The Food Charter

The Parry Sound & Area Food Charter reads as follows:

The Parry Sound & Area Food Charter represents our communities’ voices, values, and priorities for a healthy and sustainable food system.  This charter will guide the development of food-related initiatives and policies within communities and organizations, and at the local government level.

We envision communities where residents, businesses, and governments collaborate to foster a localized and sustainable food system with equal access to nutritious, safe food. To achieve our vision we will:

1) CREATE ECONOMIC OPPORTUNITIES

  • Support regional food production to enhance food security.
  • Enhance community market opportunities for local food products through farmers’ markets, direct farm sales, and local food outlets.
  • Supplement regional promotion with a food and culinary destination brand.
  • Adopt food-purchasing practices that foster social and environmental responsibility, as well as good health.

2) PROMOTE EDUCATION AND SKILL-BUILDING

  • Encourage initiatives which develop agricultural and nutritional skills.
  • Use existing educational and branding options to increase local food-production knowledge.
  • Cultivate food literacy and skills for all residents with a focus on growing food and healthy cooking.

3) MAINTAIN A HEALTHY ECOSYSTEM

  • Advocate for food and packaging waste reduction and management.
  • Promote agricultural choices which sustain our unique local ecology and protect water sources.
  • Reduce our community’s carbon footprint by prioritizing local food sources.

4) FOSTER RESIDENTS’ HEALTH AND WELL-BEING

  • Recognize food as an essential component of people’s mental, physical, emotional, and spiritual well-being.
  • Adopt a rural and urban food-security system, and incorporate it into local planning.
  • Increase the number of healthy food choices in schools, workplaces, and public spaces.

5) SUPPORT EQUAL ACCESS OPPORTUNITIES

  • Recognize access to safe and healthy food as a social right – regardless of income.
  • Advocate for income, education, employment, environmental, housing, and transportation policies that support opportunities to grow and access food.
  • Campaign for neighborhoods to have walk-able and bike-able access to healthy food sources.
  • Encourage the sustainable harvesting of wild foods and access to a diversity of foods.

6) CELEBRATE CULTURE AND COLLABORATION

  • Promote community gatherings to appreciate and celebrate regional food, culture, and diversity.
  • Increase rural-to-urban dialogue to inform people about strategies which support local food production.
  • Engage people in the development of food policies and related programs.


■ **Instructions to follow**
Drop every picture, then print the rest of the listing exactly as given.

★ ★ ★

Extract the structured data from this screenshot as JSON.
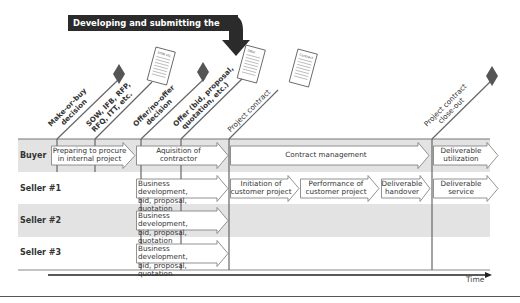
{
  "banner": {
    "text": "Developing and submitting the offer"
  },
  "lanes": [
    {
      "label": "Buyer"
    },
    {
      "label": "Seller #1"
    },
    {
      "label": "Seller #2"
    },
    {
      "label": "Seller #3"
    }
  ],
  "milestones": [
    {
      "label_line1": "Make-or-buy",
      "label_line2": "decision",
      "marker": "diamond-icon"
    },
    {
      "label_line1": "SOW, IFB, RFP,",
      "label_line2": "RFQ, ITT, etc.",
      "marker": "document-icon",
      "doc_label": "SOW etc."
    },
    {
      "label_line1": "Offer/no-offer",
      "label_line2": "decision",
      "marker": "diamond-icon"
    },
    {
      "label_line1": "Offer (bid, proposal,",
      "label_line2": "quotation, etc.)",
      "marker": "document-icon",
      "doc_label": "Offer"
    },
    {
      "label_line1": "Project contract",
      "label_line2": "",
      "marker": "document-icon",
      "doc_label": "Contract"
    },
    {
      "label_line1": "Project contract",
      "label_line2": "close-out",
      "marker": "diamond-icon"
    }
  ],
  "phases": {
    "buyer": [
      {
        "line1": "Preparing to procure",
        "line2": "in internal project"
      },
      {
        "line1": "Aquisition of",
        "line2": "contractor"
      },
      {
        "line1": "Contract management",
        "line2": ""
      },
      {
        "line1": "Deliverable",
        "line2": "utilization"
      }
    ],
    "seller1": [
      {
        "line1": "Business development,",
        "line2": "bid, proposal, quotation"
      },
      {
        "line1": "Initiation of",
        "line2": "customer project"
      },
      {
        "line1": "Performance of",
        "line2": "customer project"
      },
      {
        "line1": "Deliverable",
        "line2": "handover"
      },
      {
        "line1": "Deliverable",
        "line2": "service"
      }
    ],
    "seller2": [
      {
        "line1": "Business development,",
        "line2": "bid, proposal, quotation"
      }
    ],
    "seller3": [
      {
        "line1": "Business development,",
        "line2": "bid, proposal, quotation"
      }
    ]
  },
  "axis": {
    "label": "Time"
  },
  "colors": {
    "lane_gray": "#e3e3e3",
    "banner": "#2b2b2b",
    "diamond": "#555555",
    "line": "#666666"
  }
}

★ ★ ★

■ **Reply**
Extract the structured data from this screenshot as JSON.
{
  "banner": {
    "text": "Developing and submitting the offer"
  },
  "lanes": [
    {
      "label": "Buyer"
    },
    {
      "label": "Seller #1"
    },
    {
      "label": "Seller #2"
    },
    {
      "label": "Seller #3"
    }
  ],
  "milestones": [
    {
      "label_line1": "Make-or-buy",
      "label_line2": "decision",
      "marker": "diamond-icon"
    },
    {
      "label_line1": "SOW, IFB, RFP,",
      "label_line2": "RFQ, ITT, etc.",
      "marker": "document-icon",
      "doc_label": "SOW etc."
    },
    {
      "label_line1": "Offer/no-offer",
      "label_line2": "decision",
      "marker": "diamond-icon"
    },
    {
      "label_line1": "Offer (bid, proposal,",
      "label_line2": "quotation, etc.)",
      "marker": "document-icon",
      "doc_label": "Offer"
    },
    {
      "label_line1": "Project contract",
      "label_line2": "",
      "marker": "document-icon",
      "doc_label": "Contract"
    },
    {
      "label_line1": "Project contract",
      "label_line2": "close-out",
      "marker": "diamond-icon"
    }
  ],
  "phases": {
    "buyer": [
      {
        "line1": "Preparing to procure",
        "line2": "in internal project"
      },
      {
        "line1": "Aquisition of",
        "line2": "contractor"
      },
      {
        "line1": "Contract management",
        "line2": ""
      },
      {
        "line1": "Deliverable",
        "line2": "utilization"
      }
    ],
    "seller1": [
      {
        "line1": "Business development,",
        "line2": "bid, proposal, quotation"
      },
      {
        "line1": "Initiation of",
        "line2": "customer project"
      },
      {
        "line1": "Performance of",
        "line2": "customer project"
      },
      {
        "line1": "Deliverable",
        "line2": "handover"
      },
      {
        "line1": "Deliverable",
        "line2": "service"
      }
    ],
    "seller2": [
      {
        "line1": "Business development,",
        "line2": "bid, proposal, quotation"
      }
    ],
    "seller3": [
      {
        "line1": "Business development,",
        "line2": "bid, proposal, quotation"
      }
    ]
  },
  "axis": {
    "label": "Time"
  },
  "colors": {
    "lane_gray": "#e3e3e3",
    "banner": "#2b2b2b",
    "diamond": "#555555",
    "line": "#666666"
  }
}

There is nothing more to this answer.